Uninteresting as the case had appeared at first sight, he soon discovered that he could think of nothing else. He found himself puzzling over it during an afternoon concert at the Queen's Hall, and he even thought of it while calling upon the wife of the Prime Minister afterwards. As he drove in the Park before dinner, the wheels of his carriage seemed to be saying “Alpha and Omega, nineteen, twelve” over and over again with pitiless reiteration, and by the time he reached home once more he would gladly have paid a ten-pound note for a feasible solution of the enigma, if only to get its weight off his mind.

While waiting for dinner he took pen and paper and wrote the message out again, this time in half a dozen different ways. But the effect was the same, none of them afforded him any clue. He then took the second letter of each word, after that the third, then the fourth, and so on until he had exhausted them. The result in each case was absolute gibberish, and he felt that he was no nearer understanding it than when Mrs. Jeffreys had handed it to him nearly eight hours before.

During the night he dreamt about it, and when he woke in the morning its weight was still upon his mind. “Nineteen—twelve,” it is true had left him, but he was no better off for the reason that “Seventy-eight Brazils” had taken its place. When he got out of bed he tried it again. But at the end of half an hour his patience was exhausted.

“Confound the thing,” he said, as he threw the paper from him, and seated himself in a chair before his looking-glass in order that his confidential valet, Belton, might shave him. “I'll think no more of it. Mrs. Jeffreys must solve the mystery for herself. It has worried me too much already.”

He laid his head back upon the rest and allowed his valet to run the soap brush over his chin. But, however much he might desire it his Old Man of the Sea was not to be discarded so easily; the word “Brazils” seemed to be printed in letters of fire upon the ceiling. As the razor glided over his cheek he thought of the various constructions to be placed upon the word—The Country—Stocks—and even nuts—Brazil nuts, Spanish nuts, Barcelona nuts, walnuts, cob nuts—and then, as if to make the nightmare more complete, no less a thing than Nuttall's Dictionary. The smile the last suggestion caused him came within an ace of leaving its mark upon his cheek. He signed to the man to stay his hand.

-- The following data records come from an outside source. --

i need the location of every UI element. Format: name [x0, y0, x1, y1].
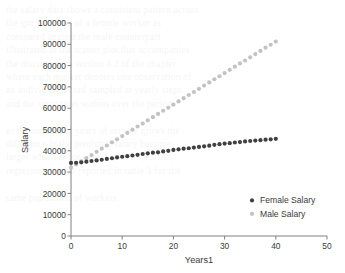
data-point — [156, 112, 160, 116]
series-female-salary-points — [69, 137, 278, 165]
y-tick-label: 40000 — [43, 146, 67, 156]
x-tick-label: 20 — [169, 241, 179, 251]
legend-label: Female Salary — [260, 195, 316, 205]
data-point — [166, 106, 170, 110]
data-point — [120, 134, 124, 138]
data-point — [130, 153, 134, 157]
data-point — [161, 149, 165, 153]
y-axis-tick-marks — [68, 23, 72, 236]
data-point — [258, 49, 262, 53]
data-point — [161, 109, 165, 113]
data-point — [141, 121, 145, 125]
y-tick-label: 80000 — [43, 61, 67, 71]
data-point — [192, 146, 196, 150]
x-axis-tick-marks — [71, 236, 327, 240]
x-axis-tick-labels: 01020304050 — [69, 241, 332, 251]
data-point — [176, 147, 180, 151]
data-point — [171, 102, 175, 106]
y-tick-label: 20000 — [43, 189, 67, 199]
data-point — [176, 99, 180, 103]
data-point — [125, 131, 129, 135]
data-point — [258, 138, 262, 142]
data-point — [223, 71, 227, 75]
data-point — [171, 148, 175, 152]
data-point — [263, 138, 267, 142]
data-point — [243, 58, 247, 62]
data-point — [110, 140, 114, 144]
data-point — [135, 153, 139, 157]
data-point — [274, 137, 278, 141]
data-point — [197, 87, 201, 91]
data-point — [238, 140, 242, 144]
data-point — [141, 152, 145, 156]
data-point — [187, 146, 191, 150]
data-point — [269, 137, 273, 141]
data-point — [212, 77, 216, 81]
data-point — [269, 43, 273, 47]
data-point — [95, 150, 99, 154]
data-point — [182, 147, 186, 151]
data-point — [187, 93, 191, 97]
x-tick-label: 10 — [118, 241, 128, 251]
y-axis-title: Salary — [20, 127, 30, 153]
y-tick-label: 70000 — [43, 82, 67, 92]
data-point — [253, 52, 257, 56]
data-point — [120, 155, 124, 159]
data-point — [233, 65, 237, 69]
data-point — [79, 160, 83, 164]
x-tick-label: 0 — [69, 241, 74, 251]
data-point — [146, 151, 150, 155]
data-point — [228, 141, 232, 145]
data-point — [207, 144, 211, 148]
y-tick-label: 10000 — [43, 210, 67, 220]
data-point — [248, 139, 252, 143]
legend-marker — [250, 212, 254, 216]
data-point — [100, 147, 104, 151]
data-point — [125, 154, 129, 158]
data-point — [95, 158, 99, 162]
data-point — [100, 158, 104, 162]
data-point — [274, 39, 278, 43]
data-point — [146, 118, 150, 122]
data-point — [151, 115, 155, 119]
x-tick-label: 40 — [271, 241, 281, 251]
data-point — [166, 149, 170, 153]
data-point — [110, 156, 114, 160]
data-point — [202, 84, 206, 88]
data-point — [202, 144, 206, 148]
data-point — [233, 140, 237, 144]
data-point — [228, 68, 232, 72]
data-point — [105, 157, 109, 161]
data-point — [248, 55, 252, 59]
y-tick-label: 30000 — [43, 167, 67, 177]
y-tick-label: 50000 — [43, 125, 67, 135]
y-tick-label: 100000 — [38, 18, 66, 28]
data-point — [135, 124, 139, 128]
y-tick-label: 0 — [61, 231, 66, 241]
data-point — [115, 155, 119, 159]
data-point — [74, 161, 78, 165]
salary-scatter-chart: 0100002000030000400005000060000700008000… — [0, 0, 345, 273]
data-point — [238, 61, 242, 65]
data-point — [207, 80, 211, 84]
data-point — [243, 139, 247, 143]
legend-label: Male Salary — [260, 209, 306, 219]
y-tick-label: 90000 — [43, 39, 67, 49]
data-point — [89, 153, 93, 157]
data-point — [217, 142, 221, 146]
data-point — [69, 166, 73, 170]
data-point — [253, 138, 257, 142]
data-point — [182, 96, 186, 100]
chart-legend: Female SalaryMale Salary — [250, 195, 316, 219]
data-point — [197, 145, 201, 149]
data-point — [212, 143, 216, 147]
data-point — [115, 137, 119, 141]
data-point — [89, 159, 93, 163]
data-point — [69, 161, 73, 165]
data-point — [192, 90, 196, 94]
x-tick-label: 50 — [322, 241, 332, 251]
data-point — [223, 141, 227, 145]
data-point — [105, 143, 109, 147]
data-point — [217, 74, 221, 78]
data-point — [130, 128, 134, 132]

“Egad!” he cried, “who knows but this may be the solution of the mystery? Go down to the study, Belton, and bring me Nuttall's Dictionary.”

He waited with one side of his face still soaped until his valet returned, bringing with him the desired volume. Having received it he placed it upon the table and took up the telegram.

“Seventy—eight Brazils,” it said, “one—twenty—nine.”

Accordingly he chose the seventieth page, and ran his fingers down the first column. The letter was B, but the eighth word proved useless. He thereupon turned to the seventy-eighth page, and in the first column discovered the word
Bomb
. In a second the whole aspect of the case changed, and he became all eagerness and excitement. The last words on the telegram were “one-twenty-nine,” yet it was plain that there were barely a hundred upon the page. The only explanation, therefore, was that the word “One” distinguished the column, and the “twenty-nine” referred to the number of the word in it.